More than 25 years after its initial release, Akira continues to blaze a distinctive trail through pop culture. Here’s why it provides a haunting reflection of our time

2016 is synonymous with a universally Bad Time, and 2017 hardly looks set to be much better. From David Bowie’s death 13 months ago to a fascist tangerine despot in the White House today, the question on everyone’s lips may well be: how the fuck did we get here? How, in the span of just over a year, did the world completely implode in on itself, along with all the truths and assumptions that we formerly took for granted?

It’s not surprising, then, in a never-ending maelstrom of fear, anger and uncertainty surrounding Trump’s presidency, Brexit and now the Muslim travel ban that we’re all feeling helpless. And there are plenty more who are stuck in such utter despair that they find it hard to engage at all. As we head further into 2017, the world seems like it will never wake up from this collective fever dream that we now call ‘reality’.

But before we give up completely on life as we know it, let me suggest that we need more than ever to create and experience art that reflects our condition today – kind of like fighting unreality with unreality. Perhaps that’s why 2016 saw a huge appetite for boundary-breaking, transgressive sci-fi in particular: think the runaway success of Netflix’s Stranger Things and Black Mirror. Carrying on in this vein, I nominate Katsuhiro Otomo’s cyberpunk anime Akira as a light at the end of the one-way tunnel to the “Fashpocalypse” we’re currently in.

Akira was released over 25 years ago in 1988, but watching this groundbreaking film feels uncannily like seeing 2017 reflected through a glass, darkly. Set in dystopian neo-Tokyo a year before the 2020 Olympic Games, it follows a teenage boy who discovers he has telekinetic powers that threaten to destroy the city – and the world – altogether. Watching Akira is like stepping onto a cinematic threshold, knowing that you’ll never return to the way things were before.

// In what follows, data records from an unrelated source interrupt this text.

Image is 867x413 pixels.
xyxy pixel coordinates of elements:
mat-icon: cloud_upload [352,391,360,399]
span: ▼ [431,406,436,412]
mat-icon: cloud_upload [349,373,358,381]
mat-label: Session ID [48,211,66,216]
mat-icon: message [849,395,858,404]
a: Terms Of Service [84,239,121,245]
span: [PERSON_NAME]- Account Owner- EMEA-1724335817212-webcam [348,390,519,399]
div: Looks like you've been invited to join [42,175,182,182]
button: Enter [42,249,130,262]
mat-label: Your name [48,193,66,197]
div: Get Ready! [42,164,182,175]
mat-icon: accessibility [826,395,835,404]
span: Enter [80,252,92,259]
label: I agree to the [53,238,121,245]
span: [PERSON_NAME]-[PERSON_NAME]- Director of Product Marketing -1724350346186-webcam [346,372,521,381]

DEFY CONVENTIONAL EXPECTATIONS

Akira dragged animation out of children’s TV into a brave new world where hand-drawn moving images could appear more vital than real life. It appropriated what others had until then disregarded, and made it into something astonishing, raw and strange – all the while creating a dazzling new range of possibilities for the medium. I remember watching it for the first time, all the way throughout feeling like I’d been violently attacked by the rawness and frantic pace of the action: lurid neon skyscrapers, constant explosions and the deafening wails of police sirens assault all the senses.  

WHEN THE SYSTEM’S CORRUPT, TAKE MATTERS INTO YOUR OWN HANDS

We could all learn a great deal from Akira’s characters, consisting mainly of gangs of teenage biker punks and anti-government resistance fighters. While neo-Tokyo suffers under a corrupt bureaucracy and a militarised police force, these small armed groups have no choice but to team up and resist, using violence and subterfuge if necessary. Even their continued survival becomes a form of resistance. As in real life, we’re constantly reminded that ‘civilisation’ and ‘progress’ are only illusions, ready to be shattered at a moment’s notice. But the dilemmas faced by the characters in the film show us that we must harness all our collective trauma and rage into effective action like demonstrations, rallies and tearing shit up if things get too bad.

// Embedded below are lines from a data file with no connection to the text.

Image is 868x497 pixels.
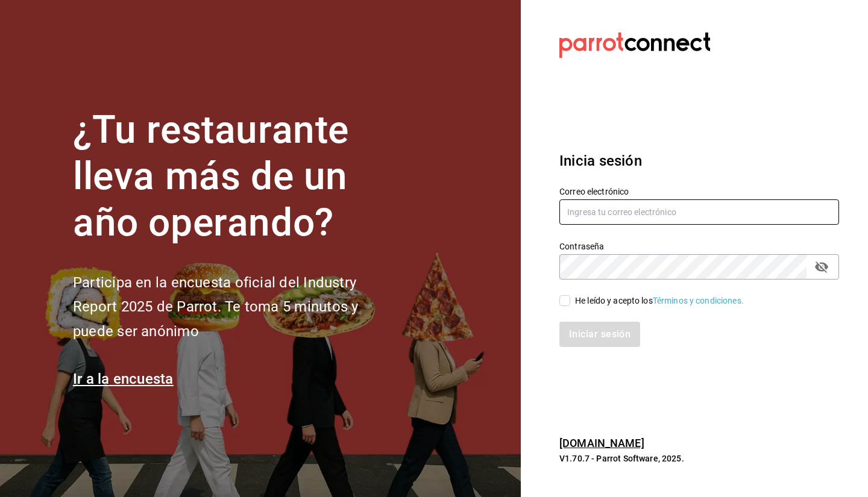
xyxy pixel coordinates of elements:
a: Ir a la encuesta [73,371,173,388]
h1: ¿Tu restaurante lleva más de un año operando? [73,107,399,246]
h2: Participa en la encuesta oficial del Industry Report 2025 de Parrot. Te toma 5 minutos y puede se... [73,271,399,344]
button: passwordField [811,257,832,277]
div: He leído y acepto los [575,295,743,307]
input: Ingresa tu correo electrónico [560,199,839,225]
a: [DOMAIN_NAME] [560,437,645,449]
a: Términos y condiciones. [652,296,743,305]
label: Correo electrónico [560,188,839,195]
h3: Inicia sesión [560,150,839,171]
p: V1.70.7 - Parrot Software, 2025. [560,453,839,464]
label: Contraseña [560,242,839,251]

STAND WITH YOUR SQUAD BUT CUT TIES IF NECESSARY

The film shows us that maintaining friendships and wider social networks at all times is crucial for organising grassroots resistance movements. In some cases, it could literally mean the difference between life and death when navigating the seedy underworld of neo-Tokyo. But Tetsuo and Kaneda’s ambivalent relationship also demonstrates how loyalty in the face of all odds can only go so far. When the childhood friends’ bond is tested to its absolute limit by Tetsuo’s psychosis, Kaneda must make a difficult choice on survival and ensuring the future of the human race.

MAKE DESTRUCTION AND CHAOS INTO SOMETHING BEAUTIFUL

In such a hopelessly broken world, only destruction can bring about the possibility of renewal or rebirth. The human body pushed to its limits can therefore be more even horrifying than the most dystopian scenes. At one point, Tetsuo is even engulfed in a writhing mass of flesh that becomes a giant mutant foetus, kind of like a post-apocalyptic birth in reverse: the perfect metaphor for now. Director Katsuhiro Otomo’s genius lies in how he dares to represent these radically grotesque bio-horrors only a few decades after Hiroshima – and make something strangely beautiful out of what is normally perverse and taboo.

LOOK FOR REASONS TO CARRY ON LIVING

Like the greatest works of art, Akira irreversibly changes the way you see the world. Normal life seems stale and two-dimensional in comparison to the film’s frenetic energy and uncontrollable surges of violence that always threaten to descend into total chaos. Its hyper-real images can’t help but sear themselves onto your eyeballs as a result of its strange and captivating power.

My final plea for Akira would be this: it shows us the liberating, transformational and creative possibilities that lie in chaos and destruction. It shows us that, despite mass alienation, political turmoil and violence becoming commonplace in our society, there are still reasons to carry on living.